Tuesday, June 4, 2013

India Journal: Jaipur to Delhi by Road & Notes on Delhi



C and I traveled to Delhi by car from Jaipur a few days ago, our first such trip by road since we first arrived in India. Travel by car allows us to see aspects of this country that we don’t see traveling by plane. The outskirts of Jaipur seem to go on endlessly with unnumbered people and shanties. The roads crowded with all manner of modes of transportation, from foot traffic to camels to motorbikes, cars, and large trucks. The trucks, decorated in wildly garish colors and always in need of bodywork, inevitably have a message to “please honk” written on the back, as if the national pastime of horn-honking needed encouragement. The countryside itself is almost perfectly flat, except of the spine of rocky hills that rim Jaipur. The earth is a pale brown that seems little more than dust, although somehow crops issue forth from it at the appropriate times. Here and there we see “colleges”, which, given their distance from the urban centers, must act almost as monasteries to keep their students far from the paths of temptation found in the cities. How they obtain water, sewer, and the like, I don’t know. We pass a number of “flyovers” designed to by-pass the villages between Jaipur and Delhi, and not a one completed, although a few were marked by some activity. Sometimes public projects in India seem all activity and no accomplishment.


After going through the small towns surrounding Delhi with their crowded roads lined with trucks, small vendors, animals, and people, one begins to see the high-rise glass towers that mark the growth of affluent Delhi. While in Jaipur we never see steel-frame construction, the height and design of these building suggests the use of steel and therefore provide a mark of affluence. One learns, however, that no matter the sparkle of the tower, at street level one is likely to encounter the shortcomings of Indian infrastructure and services, thus providing one more set of contradictions that mark contemporary India. 

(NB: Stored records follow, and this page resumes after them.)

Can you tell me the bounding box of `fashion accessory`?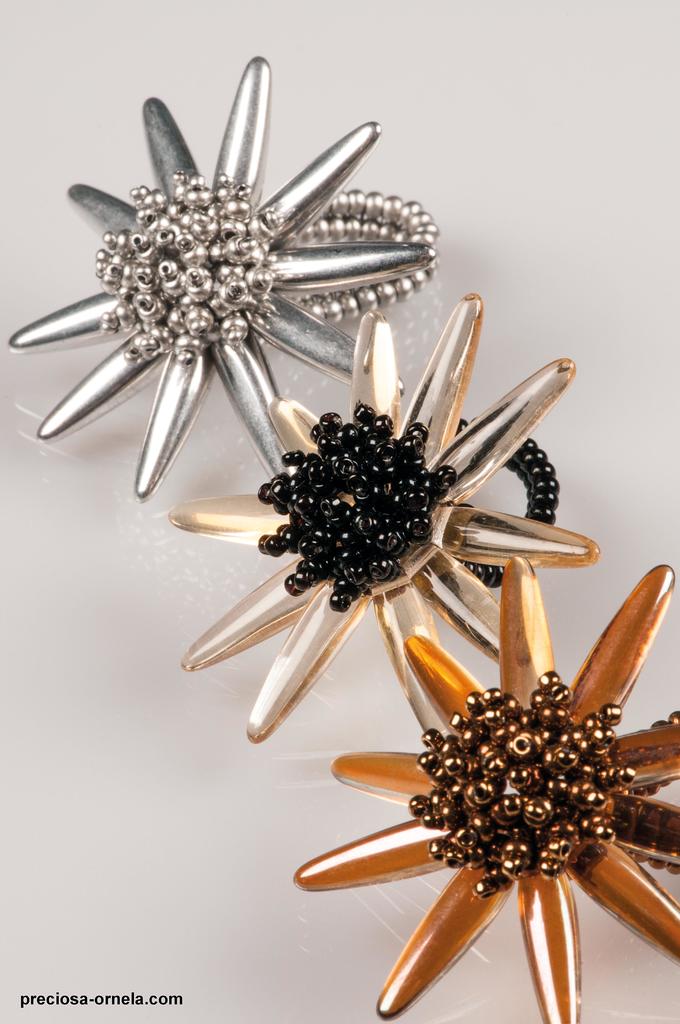
165 283 598 741.
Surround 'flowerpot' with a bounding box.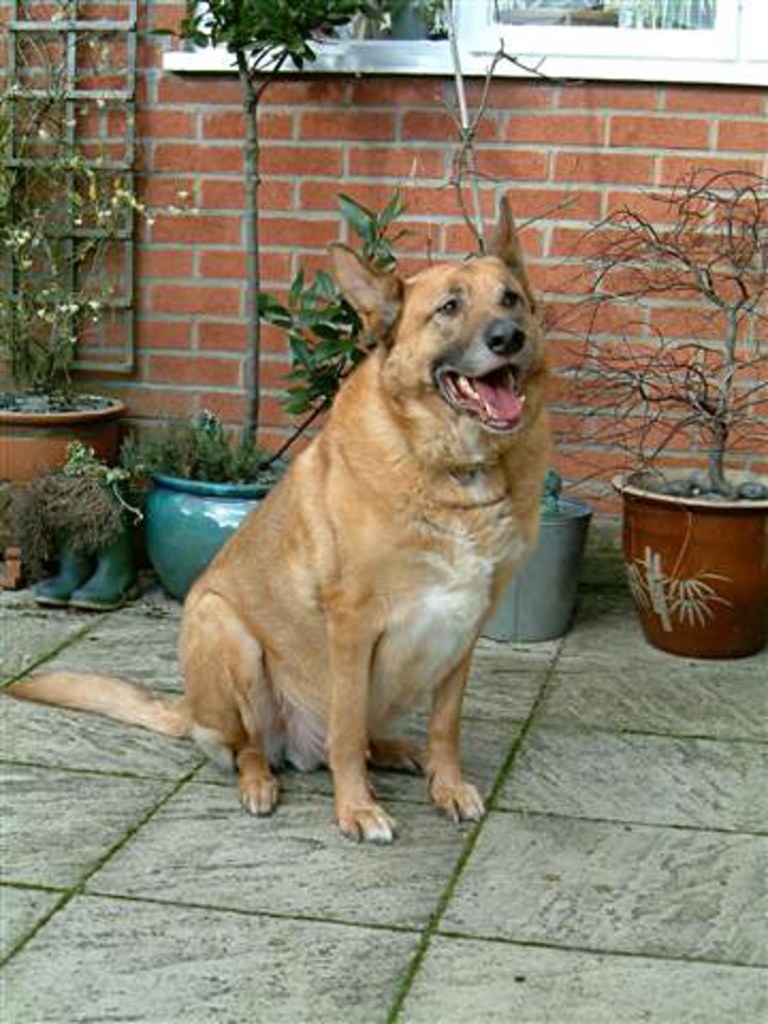
rect(141, 444, 288, 610).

As we enter into Delhi proper, we note the wide, tree-lined boulevards with orderly traffic. The orderliness and greenery contrast with the cities of Rajasthan and help provide Delhi with a welcoming feel. (Although a later walk educates us that the trees often serve as conduits for low-hanging electrical wires that force one to pay more attention to what is above than what is below as we walk). As with most phenomena in India, one needn’t travel far to find an antithesis to such greenery and order, but in this part of the city, it’s a plus. 


We’re lodging in the Hans, a concrete tower not far from other concrete towers and just a short way from the British-constructed shopping area of Connaught Place. Connaught Place seems like a perpetual construction project, and the shops, many of which are brand name and upscale, seem worn by it all. Dogs sleep in the heat of the day in the shadows of the archways as affluent, mostly younger Indians, peruse the shops, the dingy exteriors not deterring their desire to buy and mingle. Going out to find a place for lunch, I find the heat in Delhi stifling. Although the thermometer doesn't spike as high as it does in Jaipur, one feels a greater humidity and haze compared to the pure, bright blue sky of mid-day Jaipur (where haze appears at the beginning and end of the day but doesn’t linger). 


As evening settles in, I look out the window of our 17th floor room and view the haze and adjoining gray, concrete buildings. The gray of the concrete has an added patina of dust, soot, and bird droppings that washes all sense of color from the scene. A couple of the nearby buildings don’t have lights, as they appear to have been abandoned after arising 15 or more stories into the air. Mostly low building and a few skyscrapers and high smokestacks, as far as the haze permits us to see, mark the remainder of the city view. 


A walk the following day, in the late afternoon, exposed C and I to what we thought might be an incoming rainstorm. The wind picked up, visibility decreased, and the shadows disappeared; however, instead of rain and relief from the heat, we found the wind blew in dust and grit, filling our eyes and mouths (until we wised up) with a fine grit. No rain ever appeared, while the city, back in our room, nearly disappeared while the terrestrial junk blew through. 


Tomorrow we leave for Shilong in the eastern part of the country, up in the Himalayan foothills. As a local friend noted, most want to escape Delhi in June, and now I understand why.